Meet us on:
Welcome to Read Print! Sign in with
or
to get started!
 
Entire Site
    Try our fun game

    Dueling book covers…may the best design win!

    Random Quote
    "If you want to see what children can do, you must stop giving them things."
     

    Subscribe to Our Newsletter

    Follow us on Twitter

    Never miss a good book again! Follow Read Print on Twitter

    Ch. 2 - Early Manhood - Page 2

    • Rate it:
    Launch Reading Mode Next Page
    Page 2 of 18
    Previous Page
    betrays
    itself in all his writings. There is in all of them something cold and
    light and thin, something belonging to the imagination alone, which
    indicates a man but little disposed to multiply his relations, his
    points of contact, with society. If we read the six volumes of
    Note-Books with an eye to the evidence of this unsocial side of his
    life, we find it in sufficient abundance. But we find at the same time
    that there was nothing unamiable or invidious in his shyness, and
    above all that there was nothing preponderantly gloomy.
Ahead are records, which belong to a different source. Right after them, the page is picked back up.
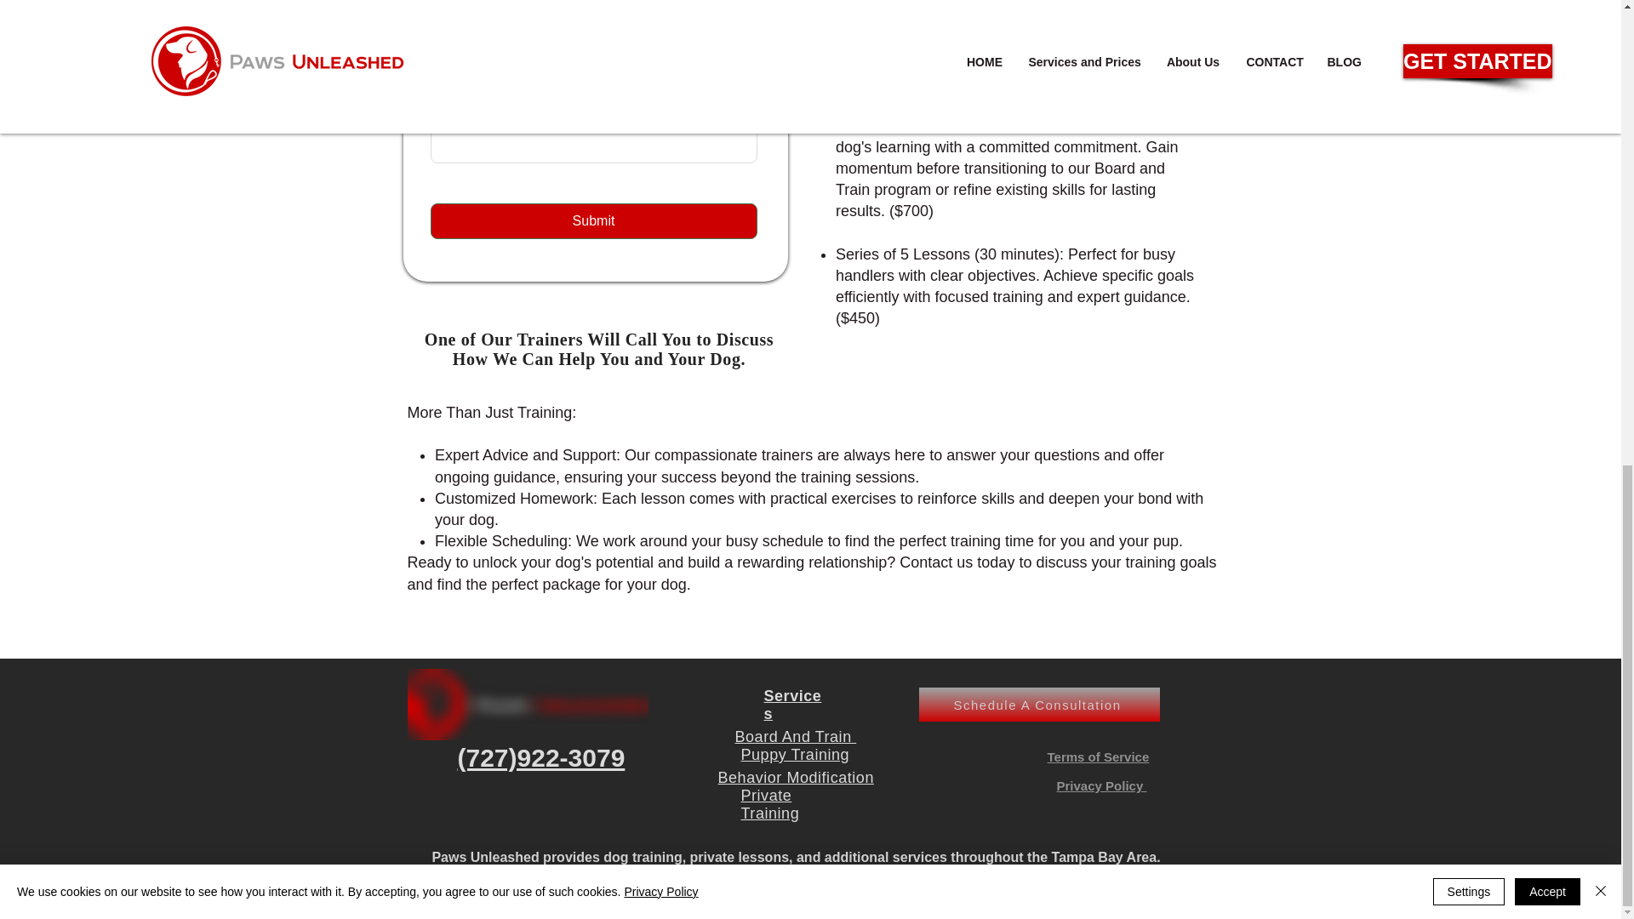  What do you see at coordinates (793, 705) in the screenshot?
I see `Services` at bounding box center [793, 705].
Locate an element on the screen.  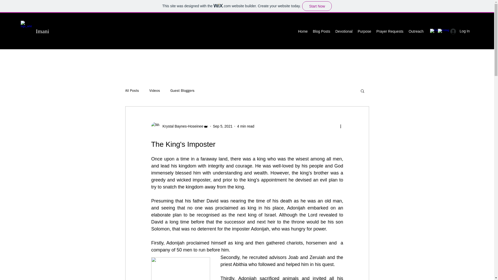
Blog Posts is located at coordinates (322, 31).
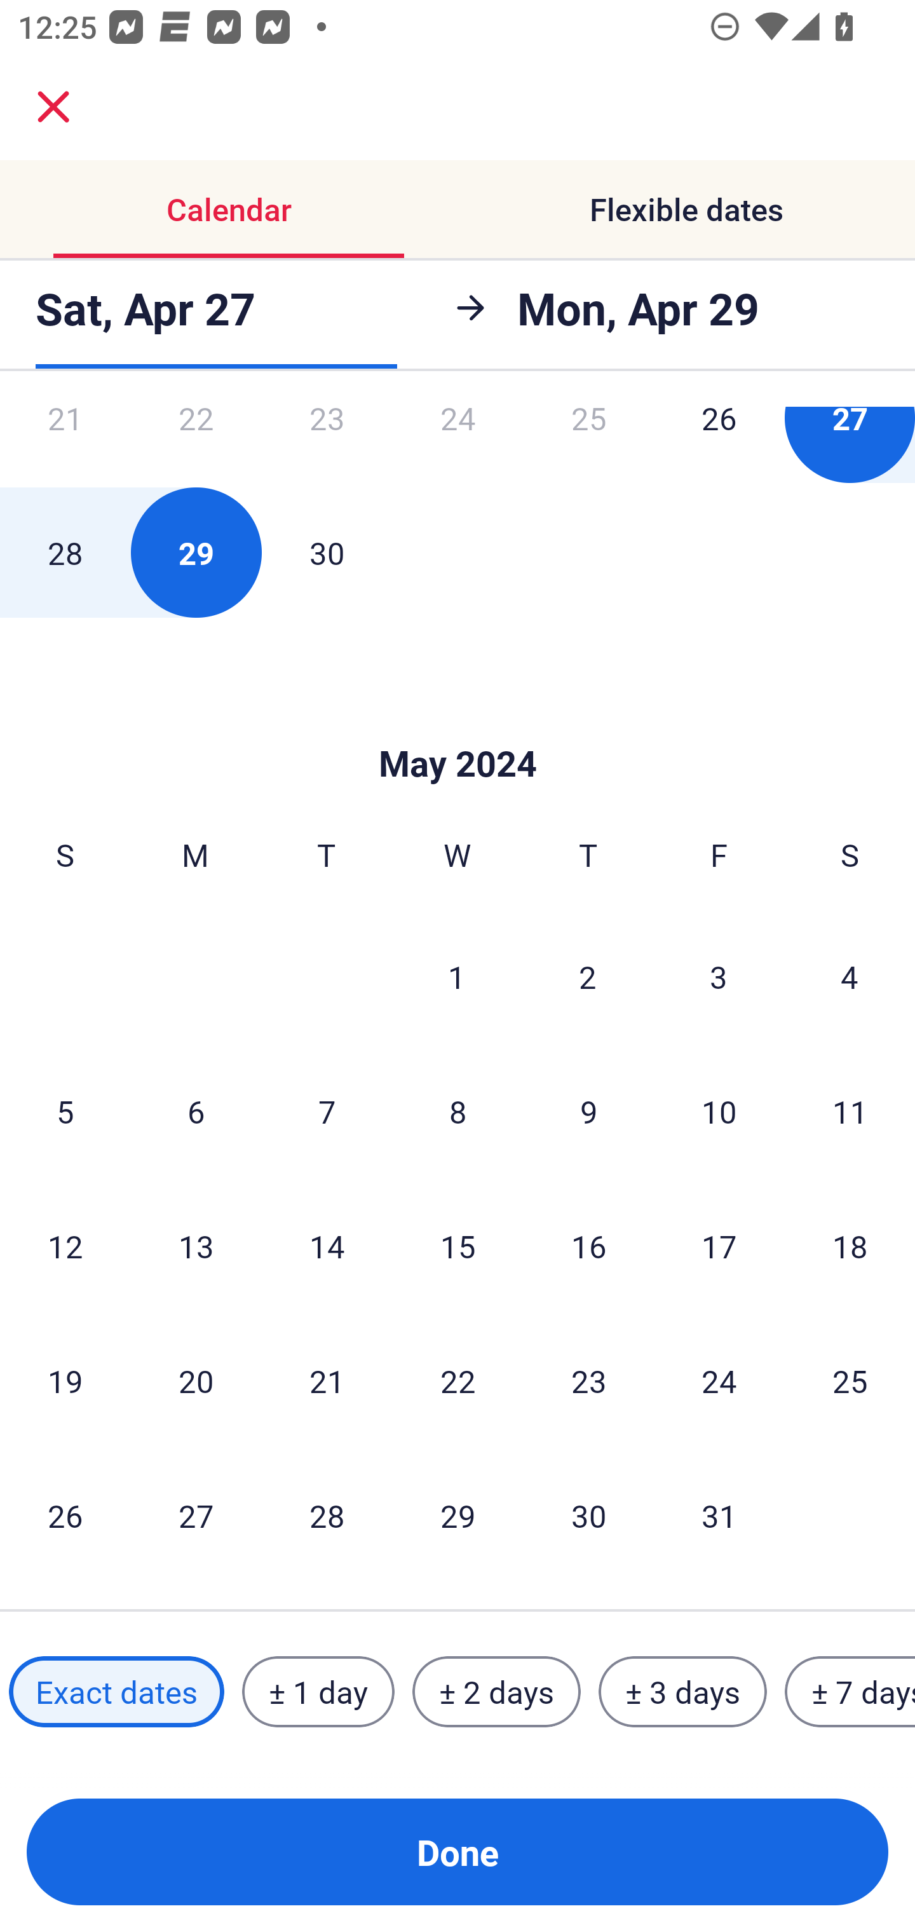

The qualities
    to which the Note-Books most testify are, on the whole, his serenity
    and amenity of mind. They reveal these characteristics indeed in an
    almost phenomenal degree. The serenity, the simplicity, seem in
    certain portions almost child-like; of brilliant gaiety, of high
    spirits, there is little; but the placidity and evenness of temper,
    the cheerful and contented view of the things he notes, never belie
    themselves. I know not what else he may have written in this copious
    record, and what passages of gloom and melancholy may have been
    suppressed; but as his Diaries stand, they offer in a remarkable
    degree the reflection of a mind whose development was not in the
    direction of sadness. A very clever French critic, whose fancy is
    often more lively than his observation is deep, M. Emile Montégut,
    writing in the _Revue des Deux Mondes_, in the year 1860, invents for
    our author the appellation of "Un Romancier Pessimiste." Superficially
    speaking, perhaps, the title is a happy one; but only superficially.
    Pessimism consists in having morbid and bitter views and theories
    about human nature; not in indulging in shadowy fancies and conceits.
    There is nothing whatever to show that Hawthorne had any such
    doctrines or convictions; certainly, the note of depression, of
    despair, of the disposition to undervalue the human race, is never
    sounded in his Diaries. These volumes contain the record of very few
    convictions or theories of any kind; they move with curious evenness,
    with a charming, graceful flow, on a level which lies above that of a
    man's philosophy. They adhere with such persistence to this upper
    level that they prompt the reader to believe that Hawthorne had no

    appreciable philosophy at all--no general views that were, in the
    least uncomfortable. They are the exhibition of an unperplexed
    intellect. I said just now that the development of Hawthorne's mind
    was not towards sadness; and I should be inclined to go still further,
    and say that his mind proper--his mind in so far as it was a
    repository of opinions and articles of faith--had no development that
    it is of especial importance to look into. What had a development was
    his imagination--that delicate and
    Next Page
    Page 2 of 18
    Previous Page
    If you're writing a Henry James essay and need some advice, post your Henry James essay question on our Facebook page where fellow bookworms are always glad to help!

    Top 5 Authors

    Top 5 Books

    Book Status
    Finished
    Want to read
    Abandoned

    Are you sure you want to leave this group?